Some years ago, possibly as many as 8 or 9. I went with a good friend who had a printing company in the Midlands to take a look at his printing company. I was familiar with what the inside of a printing company looked like as I’d worked as a salesman for one in Gloucester for a while. My friends printing company had been in business for many years and had a fine reputation in the area. The company I worked for had a similar reputation in the Gloucester area and beyond. Both had been family businesses, the one in Gloucester started by the management’s father.
What struck me about my friend’s place was just how old fashioned it looked. This tray was a sample of just a few things lying around the factory that had probably not been used for decades. Efforts to modernise would have had to be radical indeed to get it all looking remotely modern. The one I worked for had no such stuff lying around and the management had invested heavily in the most modern print methods, though they did keep hundreds of paper records going back up to ten years on dusty shelves on a mezzanine floor. I’m not sure quite why as they also had digital files going back years too. The Gloucester company also had many loyal employees who’d worked for them for years too, so it was a bit of a surprise in some ways that they invested in me at 58 years old ( and kept me for the next ten years, a proper job for the first time in 30 years after all that time freelance cartooning ) They were a great bunch of people to work with. Life there was never boring and if anyone wants to write a play about printing works, then my ten years certainly gave me an insight into what it was like and the human stories that are glued to such places. Like they used to say about the News of the World: All human life is there. Perhaps I should write it someday.

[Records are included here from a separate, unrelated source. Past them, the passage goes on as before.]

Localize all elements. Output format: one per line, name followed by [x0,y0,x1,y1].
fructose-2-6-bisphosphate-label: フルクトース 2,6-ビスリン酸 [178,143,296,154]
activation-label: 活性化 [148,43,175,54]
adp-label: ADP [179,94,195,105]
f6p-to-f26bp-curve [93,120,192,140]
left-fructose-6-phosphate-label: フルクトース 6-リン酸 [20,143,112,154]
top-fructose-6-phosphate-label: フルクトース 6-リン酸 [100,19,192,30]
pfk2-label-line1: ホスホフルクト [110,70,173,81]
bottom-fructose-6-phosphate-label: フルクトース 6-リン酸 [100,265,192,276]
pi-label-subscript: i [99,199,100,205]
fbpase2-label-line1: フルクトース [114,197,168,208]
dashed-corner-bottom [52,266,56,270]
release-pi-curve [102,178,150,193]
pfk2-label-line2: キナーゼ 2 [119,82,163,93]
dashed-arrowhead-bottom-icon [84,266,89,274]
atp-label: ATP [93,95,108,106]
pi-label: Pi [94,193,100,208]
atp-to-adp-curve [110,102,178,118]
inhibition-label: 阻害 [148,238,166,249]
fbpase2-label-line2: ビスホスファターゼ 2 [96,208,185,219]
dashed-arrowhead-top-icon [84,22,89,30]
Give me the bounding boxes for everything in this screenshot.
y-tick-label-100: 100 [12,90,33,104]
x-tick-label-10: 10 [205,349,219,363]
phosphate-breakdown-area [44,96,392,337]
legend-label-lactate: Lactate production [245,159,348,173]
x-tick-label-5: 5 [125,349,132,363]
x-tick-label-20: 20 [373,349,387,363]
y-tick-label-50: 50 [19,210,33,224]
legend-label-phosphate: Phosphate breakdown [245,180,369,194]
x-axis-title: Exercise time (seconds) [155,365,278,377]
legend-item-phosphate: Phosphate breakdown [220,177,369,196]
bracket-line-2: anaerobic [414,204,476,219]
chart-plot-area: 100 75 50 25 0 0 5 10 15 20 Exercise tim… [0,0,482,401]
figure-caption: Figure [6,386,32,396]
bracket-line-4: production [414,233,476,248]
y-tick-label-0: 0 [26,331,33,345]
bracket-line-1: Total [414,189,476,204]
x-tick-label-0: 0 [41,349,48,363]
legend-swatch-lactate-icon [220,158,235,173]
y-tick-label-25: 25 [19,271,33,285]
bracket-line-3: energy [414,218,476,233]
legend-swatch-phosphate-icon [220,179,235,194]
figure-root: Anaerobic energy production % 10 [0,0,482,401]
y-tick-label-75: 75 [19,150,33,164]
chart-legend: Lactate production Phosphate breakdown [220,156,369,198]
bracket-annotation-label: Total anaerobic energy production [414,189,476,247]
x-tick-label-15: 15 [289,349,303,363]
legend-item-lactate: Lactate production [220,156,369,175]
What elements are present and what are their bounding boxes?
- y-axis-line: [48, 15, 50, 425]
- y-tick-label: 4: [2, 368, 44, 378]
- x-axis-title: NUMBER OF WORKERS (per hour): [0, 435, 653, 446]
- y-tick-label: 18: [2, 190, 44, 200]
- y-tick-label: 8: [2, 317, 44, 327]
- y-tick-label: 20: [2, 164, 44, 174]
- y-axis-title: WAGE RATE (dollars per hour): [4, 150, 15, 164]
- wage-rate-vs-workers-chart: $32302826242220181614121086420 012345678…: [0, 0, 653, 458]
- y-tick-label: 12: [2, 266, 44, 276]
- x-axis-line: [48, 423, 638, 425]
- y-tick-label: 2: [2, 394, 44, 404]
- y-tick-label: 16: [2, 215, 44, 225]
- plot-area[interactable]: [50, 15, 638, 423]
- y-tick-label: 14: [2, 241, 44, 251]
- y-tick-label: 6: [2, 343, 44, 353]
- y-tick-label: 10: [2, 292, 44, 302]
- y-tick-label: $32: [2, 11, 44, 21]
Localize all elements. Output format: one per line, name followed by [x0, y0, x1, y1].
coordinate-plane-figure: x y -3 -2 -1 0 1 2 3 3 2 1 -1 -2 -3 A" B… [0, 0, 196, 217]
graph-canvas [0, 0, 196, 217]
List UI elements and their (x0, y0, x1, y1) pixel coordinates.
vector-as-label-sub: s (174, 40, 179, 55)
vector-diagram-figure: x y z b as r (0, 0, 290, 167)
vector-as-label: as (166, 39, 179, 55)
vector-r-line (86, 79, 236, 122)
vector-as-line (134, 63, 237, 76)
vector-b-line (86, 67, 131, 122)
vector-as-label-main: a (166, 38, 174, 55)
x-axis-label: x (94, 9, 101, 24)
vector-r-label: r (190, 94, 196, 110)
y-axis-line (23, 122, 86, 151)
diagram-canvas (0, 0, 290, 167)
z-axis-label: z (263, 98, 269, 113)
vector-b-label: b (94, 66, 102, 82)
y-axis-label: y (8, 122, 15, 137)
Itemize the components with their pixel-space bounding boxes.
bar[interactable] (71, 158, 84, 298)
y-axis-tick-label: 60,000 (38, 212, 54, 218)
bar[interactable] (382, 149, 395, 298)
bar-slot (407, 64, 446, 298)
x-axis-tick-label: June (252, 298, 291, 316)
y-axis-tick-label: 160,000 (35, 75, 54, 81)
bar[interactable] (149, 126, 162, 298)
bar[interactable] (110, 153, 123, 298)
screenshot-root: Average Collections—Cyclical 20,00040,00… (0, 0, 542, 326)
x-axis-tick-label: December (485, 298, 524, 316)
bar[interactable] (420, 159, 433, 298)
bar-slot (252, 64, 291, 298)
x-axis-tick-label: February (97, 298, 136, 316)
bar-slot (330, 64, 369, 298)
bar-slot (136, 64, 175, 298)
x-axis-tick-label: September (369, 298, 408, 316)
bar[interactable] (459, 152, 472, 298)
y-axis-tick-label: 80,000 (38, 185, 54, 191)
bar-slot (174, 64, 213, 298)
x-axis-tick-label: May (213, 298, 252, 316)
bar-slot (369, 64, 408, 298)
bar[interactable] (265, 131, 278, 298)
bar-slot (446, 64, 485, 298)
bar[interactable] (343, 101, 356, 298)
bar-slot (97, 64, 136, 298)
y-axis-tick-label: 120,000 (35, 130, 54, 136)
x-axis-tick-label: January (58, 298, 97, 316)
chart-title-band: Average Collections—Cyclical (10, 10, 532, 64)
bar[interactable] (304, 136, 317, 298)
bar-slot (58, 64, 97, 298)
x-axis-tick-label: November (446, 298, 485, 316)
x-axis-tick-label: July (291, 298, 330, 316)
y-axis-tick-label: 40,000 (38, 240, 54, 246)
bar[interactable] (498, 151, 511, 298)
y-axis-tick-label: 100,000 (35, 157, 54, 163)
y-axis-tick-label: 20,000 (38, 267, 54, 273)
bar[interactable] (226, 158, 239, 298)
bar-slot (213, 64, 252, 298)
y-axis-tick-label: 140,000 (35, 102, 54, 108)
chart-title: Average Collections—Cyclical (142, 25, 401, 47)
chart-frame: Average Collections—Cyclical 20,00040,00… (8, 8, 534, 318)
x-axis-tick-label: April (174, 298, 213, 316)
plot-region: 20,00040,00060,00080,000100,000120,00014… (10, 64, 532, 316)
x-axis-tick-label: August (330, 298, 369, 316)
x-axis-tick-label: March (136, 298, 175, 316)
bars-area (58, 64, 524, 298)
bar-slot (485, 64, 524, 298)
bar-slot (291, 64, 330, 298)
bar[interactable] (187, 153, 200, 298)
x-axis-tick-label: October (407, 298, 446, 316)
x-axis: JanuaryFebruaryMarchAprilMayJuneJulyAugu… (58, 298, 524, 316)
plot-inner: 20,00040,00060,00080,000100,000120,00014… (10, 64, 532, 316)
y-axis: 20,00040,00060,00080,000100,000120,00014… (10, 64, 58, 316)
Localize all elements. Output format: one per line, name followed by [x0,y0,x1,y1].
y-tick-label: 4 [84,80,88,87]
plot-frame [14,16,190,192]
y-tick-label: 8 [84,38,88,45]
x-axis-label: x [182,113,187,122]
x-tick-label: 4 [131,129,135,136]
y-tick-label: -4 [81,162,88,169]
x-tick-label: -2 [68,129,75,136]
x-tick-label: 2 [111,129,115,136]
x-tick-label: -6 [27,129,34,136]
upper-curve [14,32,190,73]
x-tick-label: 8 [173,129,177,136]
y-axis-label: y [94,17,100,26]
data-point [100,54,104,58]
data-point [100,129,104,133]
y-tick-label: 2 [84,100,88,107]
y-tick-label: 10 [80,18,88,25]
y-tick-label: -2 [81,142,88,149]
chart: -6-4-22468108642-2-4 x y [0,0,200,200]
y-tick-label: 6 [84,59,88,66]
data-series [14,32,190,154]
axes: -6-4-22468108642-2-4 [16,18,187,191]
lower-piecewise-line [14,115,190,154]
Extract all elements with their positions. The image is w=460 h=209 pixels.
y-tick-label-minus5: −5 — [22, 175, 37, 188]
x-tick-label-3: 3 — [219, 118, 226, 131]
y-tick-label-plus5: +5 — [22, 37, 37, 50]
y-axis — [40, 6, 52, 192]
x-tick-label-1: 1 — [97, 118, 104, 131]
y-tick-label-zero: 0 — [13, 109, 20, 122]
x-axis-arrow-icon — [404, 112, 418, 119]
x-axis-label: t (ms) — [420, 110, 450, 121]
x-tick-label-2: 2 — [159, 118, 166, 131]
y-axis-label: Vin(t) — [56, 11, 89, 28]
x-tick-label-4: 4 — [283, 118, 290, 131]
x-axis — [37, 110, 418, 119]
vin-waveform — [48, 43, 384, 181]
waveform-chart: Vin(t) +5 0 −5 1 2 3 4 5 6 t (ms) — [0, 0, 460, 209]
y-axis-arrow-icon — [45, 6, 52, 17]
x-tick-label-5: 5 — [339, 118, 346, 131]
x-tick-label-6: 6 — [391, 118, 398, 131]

Meanwhile, back in the Midlands, my friend’s company has now shut its doors and no longer trades. It seemed to me on the visit that this might have been a possibility. I wonder what happened to those trays of Caslon type. I hope they found a good home.
The one in Gloucester? Still going strong. The brothers who ran it have all retired and they sold it to the employees. I understand that the employees then sold it again, and it might have even been sold again after that. Some of the employees that I worked with have dissipated, gone on to other businesses, retired, or gone on to do other things. I’m sure that a few of the employees that I worked with are still there but it essentially a different ship and a new crew.
There’s unlikely to be a tray of Caslon in the building. I wonder what they have done with that dusty archive on the mezzanine?